Similarly, Isabelle Pico, a college-bound senior from Gilbert Christian Academy, has a strong sense of her career goals. She aims to become a nurse practitioner and to start a small interior design business on the side, so she’s planning to major in nursing and minor in business at Grand Canyon University in Phoenix, Arizona. Their programs are a good fit for her career goals, but she also loves to be involved in multiple activities and recognizes that going to a small school like Grand Canyon makes that more possible. In addition, she felt drawn to the campus because she saw it as an environment in which her faith can thrive.
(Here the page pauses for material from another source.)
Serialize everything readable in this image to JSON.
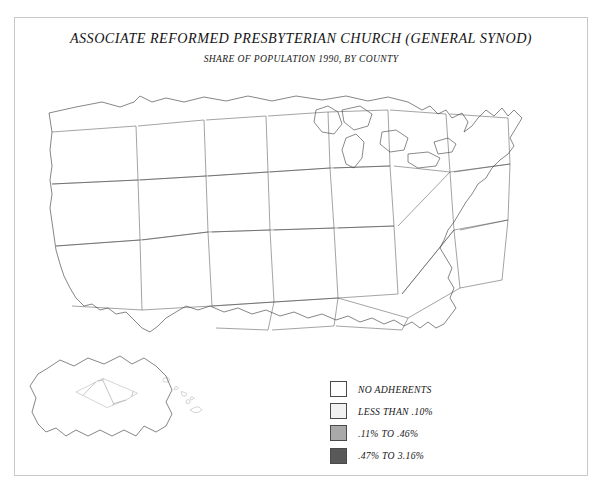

“Christian higher education attracts committed, compassionate students who want to engage deeply in this world, not in spite of their faith, but because of their faith,” said Greta Hays, senior director of communications and public affairs at the Council for Christian Colleges and Universities. Some students, it seems, may articulate this desire primarily in terms of career outcomes, or they may need some help connecting the dots between their 18-year-old self’s vision for their 80-year-old selves, or between the concrete steps they need to take to be career-ready and the grander calling God has placed on their life. But one thing is for sure: Today’s prospective Christian college students are oriented toward preparing their whole selves—mind, body, and soul—to enter the world. Christian colleges have a tremendous opportunity to cultivate a comprehensive vision for a life that integrates career and character, stability and spirituality, in a powerhouse generation.

Abby Perry is a freelance writer who lives with her husband and two sons in Texas. You can find her work at Sojourners, Texas Monthly, and Nations Media.